I think he has two advanced operators in the pick and roll. O’Connell is obviously skilled here, and Marcus Hill is underrated in that respect. However, neither is explosive off the bounce. It remains to be seen if O’Connell can maintain his perimeter shooting with more of those shots potentially coming off the dribble, and Hill is a 28% three-point shooter.
Marcus Hill is not afraid to get to the basket. He led all guards nationally in shots at the rim last season. He's a very different scorer at the rim than some of the better pick-and-roll scorers that Keatts has had like Markell Johnson, Devon Daniels, and Dereon Seabron. He depends less on his athleticism and explosion to get himself shots and more on his ability to create angles and use his body. How that translates to this level remains to be seen.
Mike James is bigger and more explosive, and he’s a good candidate to get into the paint off a DHO or in some kind of curl action. He can take contact and get to the line for sure. The build is good, but he needs to be more controlled once in the painted area. He took 108 shots at the rim last year and made over 49%, so the numbers aren't bad. How does James fit into the offense? Is he on the ball more? Or is he more of what Jayden Taylor was last year?
How these new guards look and how each evolves in a new system under a new staff is hard to predict. This is the question for me though. Other than Huntley-Hatfield's versatility, where does State create mismatches and conflicts for the defense? I'm not saying they don't, I'm just saying that I don't think the answer is obvious right now. The question of what kind of skill set can be unlocked by a new (and significantly better in the case of the Louisville players) coach will always be out there in the preseason.

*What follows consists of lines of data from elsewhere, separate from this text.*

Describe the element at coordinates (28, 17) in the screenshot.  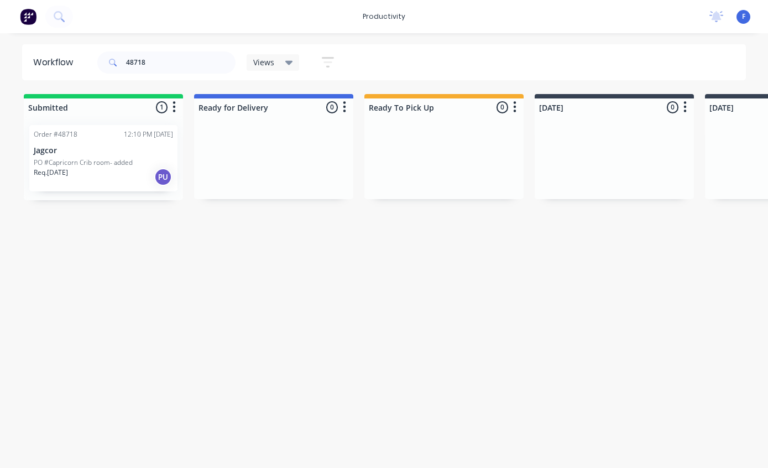
I see `img: Factory` at that location.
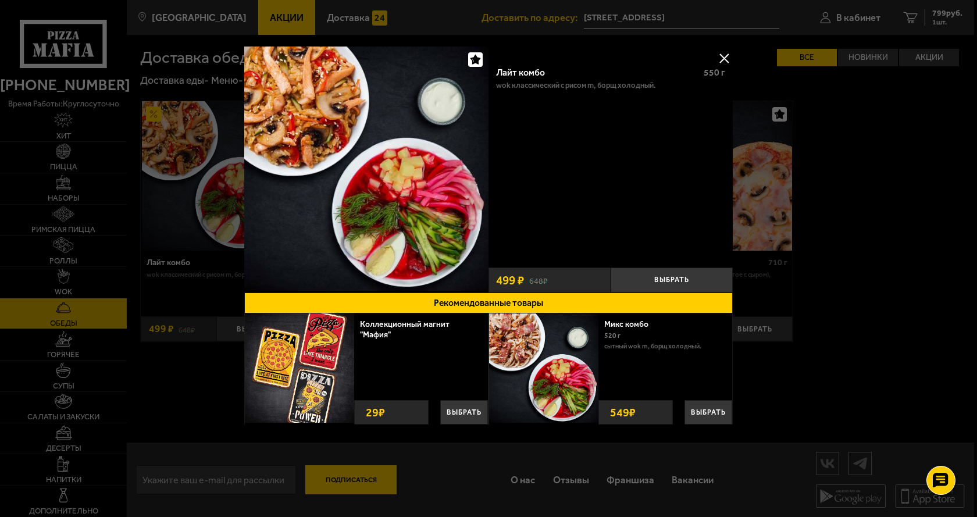 The height and width of the screenshot is (517, 977). Describe the element at coordinates (632, 324) in the screenshot. I see `a: Микс комбо` at that location.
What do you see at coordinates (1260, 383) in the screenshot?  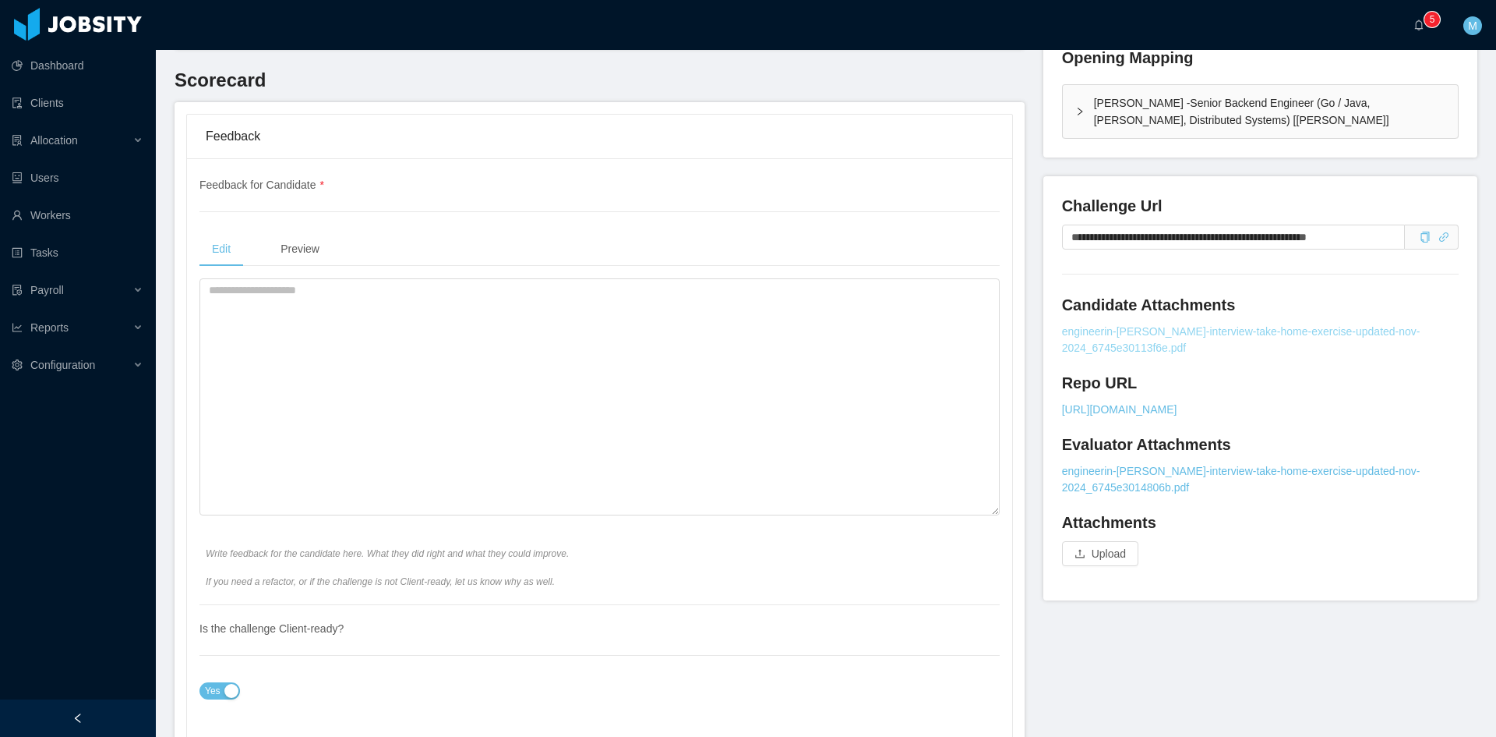 I see `h4: Repo URL` at bounding box center [1260, 383].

Keatts will try to play through Huntley-Hatfield some, and it probably will work. He has a legitimate back-to-the-basket and face-up game. He is not Burns, though. There was essentially no counter that was effective against Burns playing inside out other than having a 7’4 300 pound center. Keatts is going to have to redefine the offensive identity of this team. He did an excellent job of this last season. The skill sets on this team are a little different. What becomes the bread and butter in 2024-25?